• You must be logged in to see or use the Shoutbox. Besides, if you haven't registered, you really should. It's quick and it will make your life a little better. Trust me. So just register and make yourself at home with like-minded individuals who share either your morbid curiousity or sense of gallows humor.

Old Man Metal

Veteran Member
Bold Member!
full


Landing somewhere between a filthy, Satanic spin on the New-Wave-of-British-Heavy-Metal scene and what would become known as speed metal, there had never been anything quite like Venom's first album Welcome to Hell when it first roared forth into the world in December of 1981. Pissed-off, derisive, fast-as-fuck, dirty as a convent whore and rawer than waste from the Devil's Own Cesspit, Venom seized the attention of the metal underground and never let go.

In addition to introducing an ironically progressive stripped-down, retrograde approach to metal, Venom also brought a new attitude: an unequivocal, intense, gleeful embrace of Satanic evil, unseen in the metal of the seventies. Obviously, metal is rooted in darkness and the occult, so these are common themes genre-wide, but for some early-eighties bands like Venom and Mercyful Fate, Evil wasn't just subject matter for a song, Evil was the reason for the song... and for everything else. An immersive love of Darkness and a scornful hatred of the Light permeated every aspect of their music in a way that the world had never before seen.

Venom's combination of musical style and Satanic attitude would change the world of metal; their influence can be seen throughout the metal landscape to this day. As one of the foundational first-wave black metal bands ("black metal" is taken from the title of their second album), Venom helped pave the way for the second-wave black metal explosion of the early nineties, and for everything that came from that. The influence of their hard-driving, high-speed, low-drag playing style can be seen in every speed metal and thrash band today, and that of their philosophy in the now-ubiquitous Satanic imagery at any metal show on the planet.

In celebration of the band's 40th anniversary, on May 31st BMG is releasing In Nomine Satanas, a mammoth box set that includes fancy vinyl remasters of Venom's first four LPs— Welcome to Hell, Black Metal, At War with Satan and Possessed— plus a vinyl pressing of Eine Kleine Nachtmusik, recorded live at the Hammersmith Odeon in 1985, and a collection of previously-unreleased demos and the like entitled Sons Of Satan. A booklet, posters, and the other requisite frippery are also included.

I've not heard anything about pricing, but it ain't gonna be cheap.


### TASK DETAILS
Extract every line from the records below that contains the word "швидкості".

Dataset rows for apps and sites
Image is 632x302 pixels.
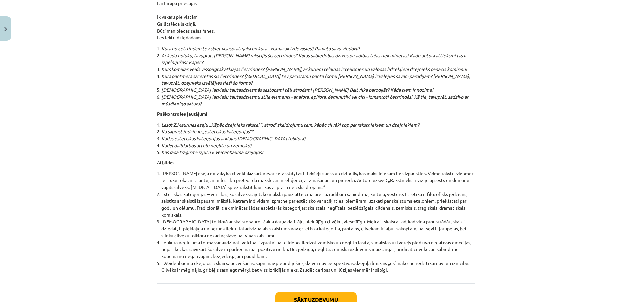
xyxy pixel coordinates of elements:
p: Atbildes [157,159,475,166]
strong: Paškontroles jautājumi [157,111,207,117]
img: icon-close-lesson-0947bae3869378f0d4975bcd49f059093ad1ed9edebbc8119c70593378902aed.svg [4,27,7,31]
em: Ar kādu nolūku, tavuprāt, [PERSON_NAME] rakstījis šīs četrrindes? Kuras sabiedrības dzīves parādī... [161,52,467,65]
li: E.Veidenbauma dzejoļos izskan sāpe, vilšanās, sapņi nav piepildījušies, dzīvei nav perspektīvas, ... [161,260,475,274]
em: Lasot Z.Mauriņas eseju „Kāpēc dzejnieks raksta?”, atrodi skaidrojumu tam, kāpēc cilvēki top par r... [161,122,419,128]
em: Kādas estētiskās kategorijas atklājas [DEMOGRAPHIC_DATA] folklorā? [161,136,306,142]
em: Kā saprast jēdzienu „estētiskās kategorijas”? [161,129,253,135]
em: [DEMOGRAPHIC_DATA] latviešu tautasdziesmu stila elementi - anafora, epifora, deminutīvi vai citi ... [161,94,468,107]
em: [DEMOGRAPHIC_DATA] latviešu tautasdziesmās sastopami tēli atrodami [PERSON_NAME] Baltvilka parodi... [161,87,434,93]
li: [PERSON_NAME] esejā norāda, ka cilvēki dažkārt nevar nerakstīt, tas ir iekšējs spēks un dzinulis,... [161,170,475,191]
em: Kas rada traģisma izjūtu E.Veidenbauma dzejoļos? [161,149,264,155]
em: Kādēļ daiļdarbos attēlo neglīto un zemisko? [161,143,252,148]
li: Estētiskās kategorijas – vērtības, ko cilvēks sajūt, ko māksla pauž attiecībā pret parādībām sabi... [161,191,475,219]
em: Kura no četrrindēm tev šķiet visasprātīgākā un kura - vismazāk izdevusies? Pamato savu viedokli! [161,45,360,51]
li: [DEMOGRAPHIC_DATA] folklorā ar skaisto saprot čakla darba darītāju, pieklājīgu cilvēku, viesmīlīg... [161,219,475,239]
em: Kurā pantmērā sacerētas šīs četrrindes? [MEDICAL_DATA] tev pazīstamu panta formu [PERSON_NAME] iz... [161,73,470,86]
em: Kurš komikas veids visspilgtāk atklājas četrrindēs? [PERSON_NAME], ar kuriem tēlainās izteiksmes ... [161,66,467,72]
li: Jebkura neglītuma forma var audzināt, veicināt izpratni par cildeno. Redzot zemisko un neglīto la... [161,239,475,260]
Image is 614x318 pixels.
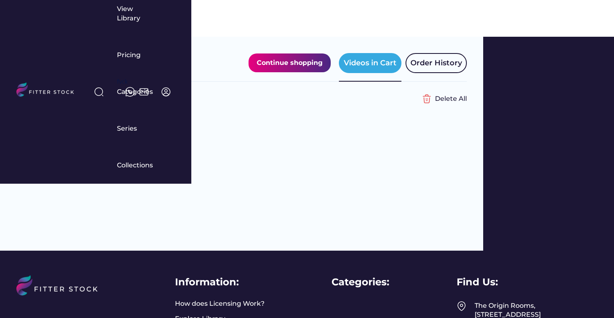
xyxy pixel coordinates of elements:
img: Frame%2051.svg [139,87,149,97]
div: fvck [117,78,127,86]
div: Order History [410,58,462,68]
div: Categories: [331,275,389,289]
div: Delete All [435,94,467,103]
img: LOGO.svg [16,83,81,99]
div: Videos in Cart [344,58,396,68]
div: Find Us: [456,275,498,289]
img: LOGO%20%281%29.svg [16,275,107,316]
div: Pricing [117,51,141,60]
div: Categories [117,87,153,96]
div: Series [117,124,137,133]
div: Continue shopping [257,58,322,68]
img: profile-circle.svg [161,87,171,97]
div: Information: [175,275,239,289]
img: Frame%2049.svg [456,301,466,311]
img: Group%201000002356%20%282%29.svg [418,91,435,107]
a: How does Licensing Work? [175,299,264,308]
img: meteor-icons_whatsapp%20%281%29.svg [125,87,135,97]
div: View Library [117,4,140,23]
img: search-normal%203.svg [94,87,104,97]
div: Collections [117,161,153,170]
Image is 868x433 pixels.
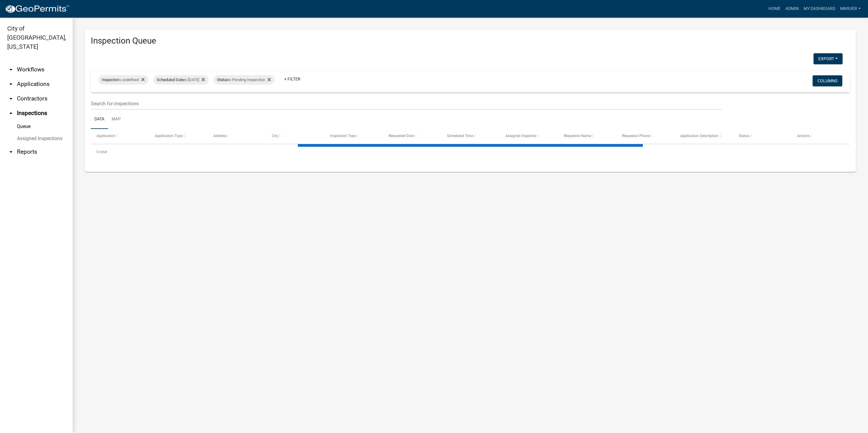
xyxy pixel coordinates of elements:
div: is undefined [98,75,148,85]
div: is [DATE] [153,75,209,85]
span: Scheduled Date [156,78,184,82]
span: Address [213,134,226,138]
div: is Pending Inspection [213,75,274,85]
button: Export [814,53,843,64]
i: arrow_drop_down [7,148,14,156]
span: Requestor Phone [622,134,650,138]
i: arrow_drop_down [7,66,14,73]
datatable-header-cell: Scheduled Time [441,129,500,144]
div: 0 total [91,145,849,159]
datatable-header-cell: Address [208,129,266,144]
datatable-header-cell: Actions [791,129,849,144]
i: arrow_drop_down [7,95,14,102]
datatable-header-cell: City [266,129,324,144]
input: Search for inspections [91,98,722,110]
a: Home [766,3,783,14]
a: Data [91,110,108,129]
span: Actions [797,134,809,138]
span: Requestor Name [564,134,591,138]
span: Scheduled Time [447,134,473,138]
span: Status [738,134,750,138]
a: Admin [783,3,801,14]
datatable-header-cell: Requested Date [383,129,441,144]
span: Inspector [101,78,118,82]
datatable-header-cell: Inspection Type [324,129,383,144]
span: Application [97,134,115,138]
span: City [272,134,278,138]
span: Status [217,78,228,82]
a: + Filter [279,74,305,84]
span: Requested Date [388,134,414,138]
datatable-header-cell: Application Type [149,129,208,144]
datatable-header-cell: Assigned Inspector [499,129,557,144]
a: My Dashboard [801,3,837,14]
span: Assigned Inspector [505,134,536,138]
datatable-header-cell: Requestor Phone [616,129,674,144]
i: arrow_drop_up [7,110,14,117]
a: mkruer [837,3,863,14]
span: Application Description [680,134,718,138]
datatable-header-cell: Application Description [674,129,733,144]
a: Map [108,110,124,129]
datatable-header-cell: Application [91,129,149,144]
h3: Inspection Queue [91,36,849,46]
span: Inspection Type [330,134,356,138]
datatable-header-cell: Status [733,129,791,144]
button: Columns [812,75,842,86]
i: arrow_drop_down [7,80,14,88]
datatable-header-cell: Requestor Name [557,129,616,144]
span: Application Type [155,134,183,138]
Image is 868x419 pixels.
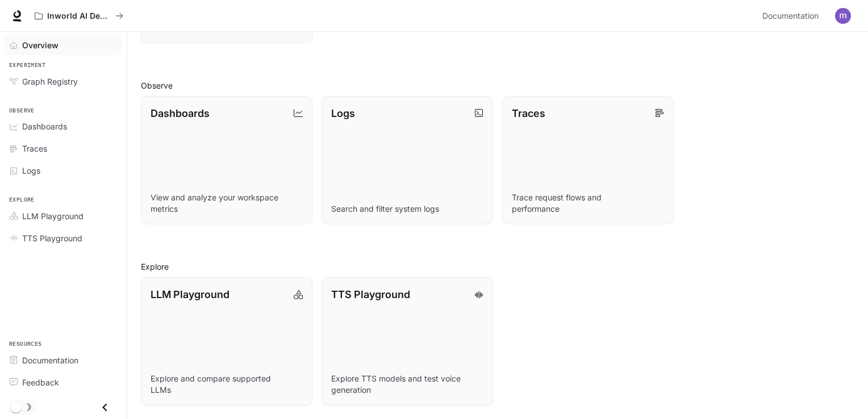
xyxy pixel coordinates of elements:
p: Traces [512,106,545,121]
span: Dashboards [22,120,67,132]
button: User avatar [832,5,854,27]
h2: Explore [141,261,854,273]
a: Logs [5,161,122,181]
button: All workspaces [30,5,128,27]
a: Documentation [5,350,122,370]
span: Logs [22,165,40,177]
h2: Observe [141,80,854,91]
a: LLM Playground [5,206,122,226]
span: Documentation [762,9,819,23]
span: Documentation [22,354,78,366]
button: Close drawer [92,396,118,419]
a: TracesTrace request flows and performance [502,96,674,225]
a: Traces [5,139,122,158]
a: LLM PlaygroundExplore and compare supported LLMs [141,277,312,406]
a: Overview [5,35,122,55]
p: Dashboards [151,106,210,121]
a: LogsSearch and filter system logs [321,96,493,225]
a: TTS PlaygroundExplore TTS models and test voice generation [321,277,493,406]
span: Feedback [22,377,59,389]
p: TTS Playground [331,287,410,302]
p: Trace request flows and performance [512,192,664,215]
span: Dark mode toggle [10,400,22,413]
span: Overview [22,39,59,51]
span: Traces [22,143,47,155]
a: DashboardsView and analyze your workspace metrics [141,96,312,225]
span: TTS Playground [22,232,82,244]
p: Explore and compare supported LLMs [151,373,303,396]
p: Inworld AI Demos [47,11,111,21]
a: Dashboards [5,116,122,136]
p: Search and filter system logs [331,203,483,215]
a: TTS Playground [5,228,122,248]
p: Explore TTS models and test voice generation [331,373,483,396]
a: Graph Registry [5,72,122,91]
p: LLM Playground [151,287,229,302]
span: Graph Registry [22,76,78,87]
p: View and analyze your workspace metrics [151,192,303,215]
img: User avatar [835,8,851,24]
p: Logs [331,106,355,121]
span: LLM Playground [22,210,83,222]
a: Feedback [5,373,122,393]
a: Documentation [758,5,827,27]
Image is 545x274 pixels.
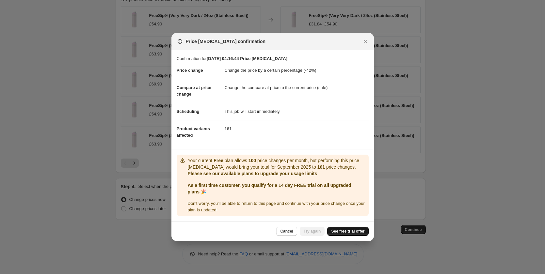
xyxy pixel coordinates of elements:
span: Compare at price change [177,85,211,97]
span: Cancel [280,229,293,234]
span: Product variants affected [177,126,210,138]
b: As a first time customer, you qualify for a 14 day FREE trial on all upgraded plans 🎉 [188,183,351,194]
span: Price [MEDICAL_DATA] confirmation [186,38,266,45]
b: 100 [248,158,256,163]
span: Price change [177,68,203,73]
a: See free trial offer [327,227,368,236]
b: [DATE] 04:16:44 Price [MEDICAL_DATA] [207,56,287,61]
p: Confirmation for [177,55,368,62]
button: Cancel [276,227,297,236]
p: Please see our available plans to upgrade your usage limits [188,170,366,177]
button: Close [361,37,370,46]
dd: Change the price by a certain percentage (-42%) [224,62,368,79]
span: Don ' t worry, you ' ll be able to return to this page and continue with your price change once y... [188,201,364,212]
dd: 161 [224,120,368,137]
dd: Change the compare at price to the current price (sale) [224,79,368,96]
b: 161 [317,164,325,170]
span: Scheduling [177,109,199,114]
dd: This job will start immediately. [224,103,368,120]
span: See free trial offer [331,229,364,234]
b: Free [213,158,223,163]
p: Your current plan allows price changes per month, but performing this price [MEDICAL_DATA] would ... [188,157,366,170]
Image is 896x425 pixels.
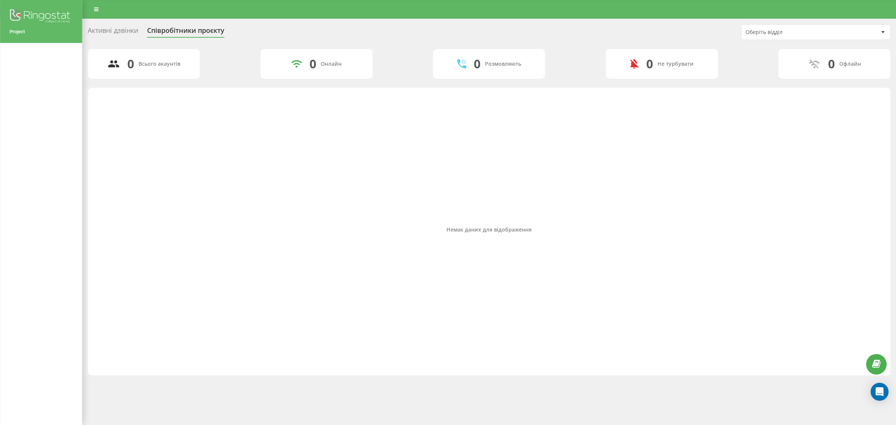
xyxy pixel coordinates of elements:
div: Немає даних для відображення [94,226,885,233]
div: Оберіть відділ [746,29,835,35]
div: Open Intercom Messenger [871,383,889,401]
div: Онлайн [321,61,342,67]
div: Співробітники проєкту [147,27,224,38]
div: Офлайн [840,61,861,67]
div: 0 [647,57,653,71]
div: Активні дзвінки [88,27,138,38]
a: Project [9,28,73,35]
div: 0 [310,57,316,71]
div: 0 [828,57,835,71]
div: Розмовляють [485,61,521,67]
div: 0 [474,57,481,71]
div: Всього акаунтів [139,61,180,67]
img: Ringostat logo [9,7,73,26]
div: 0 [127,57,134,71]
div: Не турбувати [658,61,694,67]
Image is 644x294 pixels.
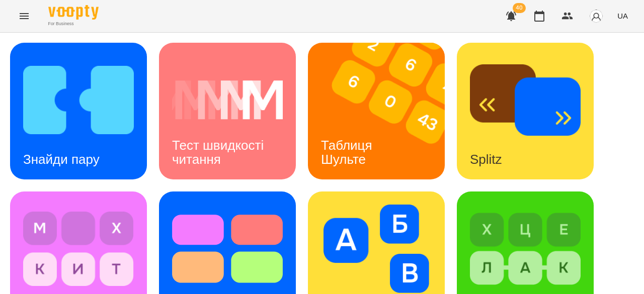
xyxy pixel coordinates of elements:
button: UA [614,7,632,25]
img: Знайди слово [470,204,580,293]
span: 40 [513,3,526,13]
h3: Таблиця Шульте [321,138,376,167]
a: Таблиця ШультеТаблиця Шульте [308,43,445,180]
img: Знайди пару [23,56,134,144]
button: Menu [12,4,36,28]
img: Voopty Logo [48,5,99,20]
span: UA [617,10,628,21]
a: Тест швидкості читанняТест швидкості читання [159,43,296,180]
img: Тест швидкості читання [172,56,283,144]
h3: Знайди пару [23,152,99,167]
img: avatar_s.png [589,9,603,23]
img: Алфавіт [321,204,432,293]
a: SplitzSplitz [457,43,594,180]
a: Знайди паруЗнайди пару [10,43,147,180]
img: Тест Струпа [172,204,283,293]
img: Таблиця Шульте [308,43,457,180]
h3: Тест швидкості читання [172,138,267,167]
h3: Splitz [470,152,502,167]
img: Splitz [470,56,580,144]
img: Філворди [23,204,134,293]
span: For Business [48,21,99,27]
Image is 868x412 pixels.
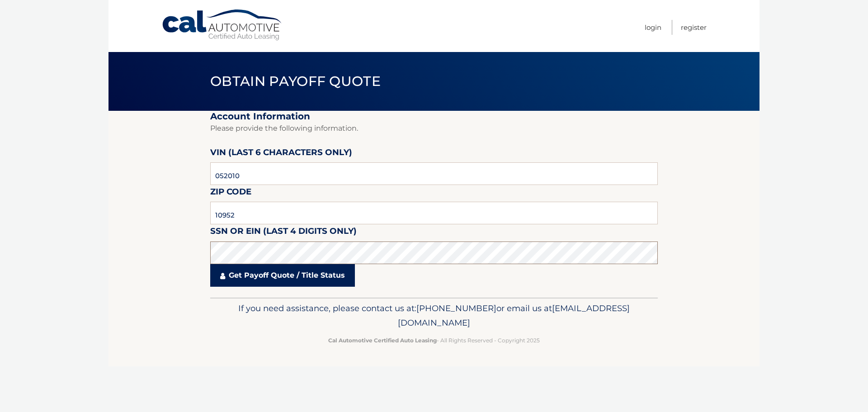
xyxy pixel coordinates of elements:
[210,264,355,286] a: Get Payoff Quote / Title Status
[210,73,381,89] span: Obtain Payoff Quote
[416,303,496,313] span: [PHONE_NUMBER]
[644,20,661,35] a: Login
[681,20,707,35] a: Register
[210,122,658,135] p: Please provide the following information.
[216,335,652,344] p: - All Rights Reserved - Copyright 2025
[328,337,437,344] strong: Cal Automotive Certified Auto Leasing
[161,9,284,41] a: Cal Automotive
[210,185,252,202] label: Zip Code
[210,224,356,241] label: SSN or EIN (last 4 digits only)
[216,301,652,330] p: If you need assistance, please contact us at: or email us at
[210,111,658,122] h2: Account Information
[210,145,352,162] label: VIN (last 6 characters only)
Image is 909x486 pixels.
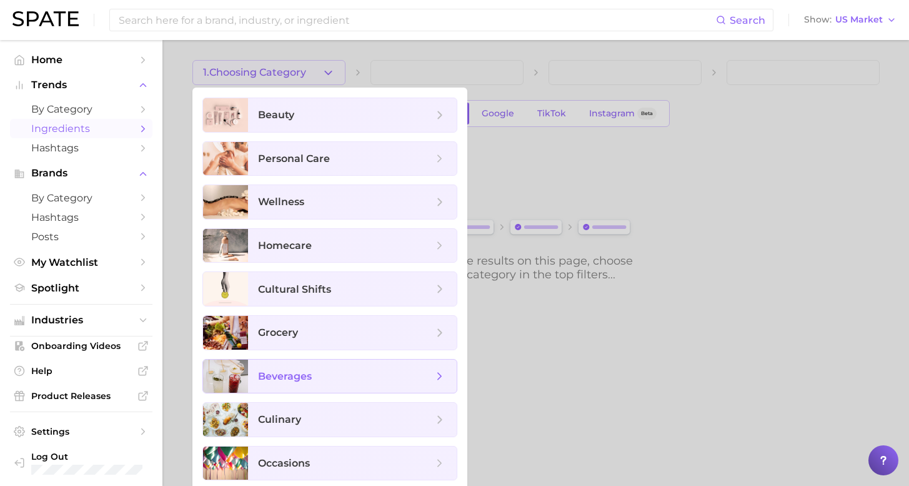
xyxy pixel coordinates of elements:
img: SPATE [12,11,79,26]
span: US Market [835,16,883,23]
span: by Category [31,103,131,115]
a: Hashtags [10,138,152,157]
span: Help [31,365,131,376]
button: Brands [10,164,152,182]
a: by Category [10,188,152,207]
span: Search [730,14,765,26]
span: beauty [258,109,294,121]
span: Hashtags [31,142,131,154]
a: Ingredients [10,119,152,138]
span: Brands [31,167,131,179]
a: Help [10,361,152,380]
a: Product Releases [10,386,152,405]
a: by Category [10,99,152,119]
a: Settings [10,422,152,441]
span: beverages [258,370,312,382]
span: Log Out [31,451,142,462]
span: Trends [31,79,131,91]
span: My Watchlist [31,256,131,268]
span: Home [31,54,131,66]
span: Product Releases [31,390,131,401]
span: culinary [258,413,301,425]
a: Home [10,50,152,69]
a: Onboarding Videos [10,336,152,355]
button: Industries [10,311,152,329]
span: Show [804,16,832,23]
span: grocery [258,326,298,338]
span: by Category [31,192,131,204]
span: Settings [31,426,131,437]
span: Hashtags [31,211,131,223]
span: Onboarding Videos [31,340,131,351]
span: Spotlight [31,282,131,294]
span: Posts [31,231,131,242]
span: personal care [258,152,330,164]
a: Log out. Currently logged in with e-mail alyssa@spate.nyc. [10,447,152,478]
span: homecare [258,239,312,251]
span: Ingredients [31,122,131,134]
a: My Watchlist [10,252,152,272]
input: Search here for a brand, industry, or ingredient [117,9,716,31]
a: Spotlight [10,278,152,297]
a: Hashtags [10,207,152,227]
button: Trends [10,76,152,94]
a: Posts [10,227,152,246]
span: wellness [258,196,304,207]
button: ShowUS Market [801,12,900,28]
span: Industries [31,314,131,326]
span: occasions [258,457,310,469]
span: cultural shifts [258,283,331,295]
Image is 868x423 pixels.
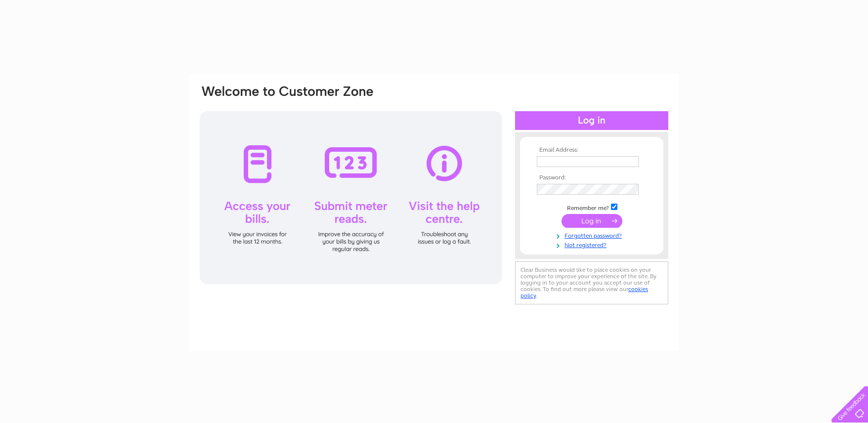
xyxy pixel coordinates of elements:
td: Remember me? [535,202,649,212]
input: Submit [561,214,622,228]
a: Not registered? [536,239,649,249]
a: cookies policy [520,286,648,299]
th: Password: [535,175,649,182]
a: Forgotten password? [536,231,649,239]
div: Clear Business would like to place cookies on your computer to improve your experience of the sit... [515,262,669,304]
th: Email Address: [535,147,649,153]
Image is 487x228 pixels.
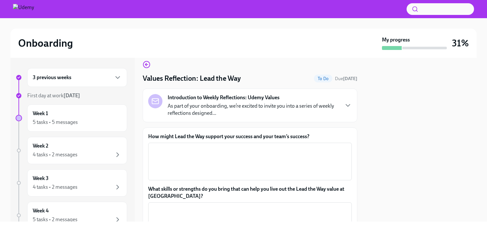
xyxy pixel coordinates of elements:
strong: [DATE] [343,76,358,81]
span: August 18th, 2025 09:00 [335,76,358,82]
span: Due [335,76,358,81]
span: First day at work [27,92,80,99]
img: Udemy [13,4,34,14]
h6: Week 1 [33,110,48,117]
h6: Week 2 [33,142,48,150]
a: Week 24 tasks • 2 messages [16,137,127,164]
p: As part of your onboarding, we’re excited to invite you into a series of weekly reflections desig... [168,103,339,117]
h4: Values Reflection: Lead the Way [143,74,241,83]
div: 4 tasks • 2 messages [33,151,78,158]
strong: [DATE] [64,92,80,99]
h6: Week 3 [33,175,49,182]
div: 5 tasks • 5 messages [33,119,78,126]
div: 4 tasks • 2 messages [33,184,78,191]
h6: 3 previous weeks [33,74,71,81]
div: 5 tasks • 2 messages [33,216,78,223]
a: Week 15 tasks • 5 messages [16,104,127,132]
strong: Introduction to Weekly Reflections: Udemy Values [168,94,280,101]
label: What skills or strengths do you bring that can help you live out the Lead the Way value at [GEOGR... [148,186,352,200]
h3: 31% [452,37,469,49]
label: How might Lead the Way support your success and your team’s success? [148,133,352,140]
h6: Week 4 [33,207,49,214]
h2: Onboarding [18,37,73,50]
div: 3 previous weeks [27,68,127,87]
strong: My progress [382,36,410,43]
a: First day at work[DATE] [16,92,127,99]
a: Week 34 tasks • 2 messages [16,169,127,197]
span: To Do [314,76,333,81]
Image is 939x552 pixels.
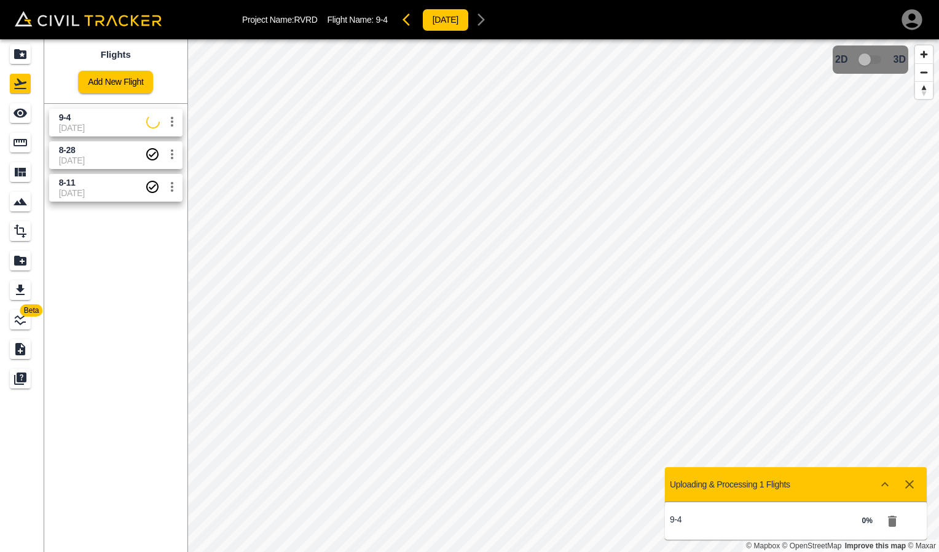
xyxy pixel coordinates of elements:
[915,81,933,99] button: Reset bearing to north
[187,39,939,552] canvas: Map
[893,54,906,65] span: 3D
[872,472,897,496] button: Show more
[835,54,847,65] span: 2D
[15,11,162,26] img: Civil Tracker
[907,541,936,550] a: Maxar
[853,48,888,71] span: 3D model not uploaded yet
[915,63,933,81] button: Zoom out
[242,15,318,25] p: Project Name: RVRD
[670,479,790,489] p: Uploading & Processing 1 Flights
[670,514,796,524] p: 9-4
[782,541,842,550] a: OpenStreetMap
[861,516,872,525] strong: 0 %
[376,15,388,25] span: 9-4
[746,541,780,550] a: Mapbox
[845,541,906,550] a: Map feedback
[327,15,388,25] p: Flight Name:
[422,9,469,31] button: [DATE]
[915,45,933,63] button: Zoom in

### SOLUTION TO THE PROBLEM
a: Тест швидкості читанняТест швидкості читання [159,43,296,180]
img: Тест швидкості читання [172,56,283,144]
h3: Тест швидкості читання [172,138,267,167]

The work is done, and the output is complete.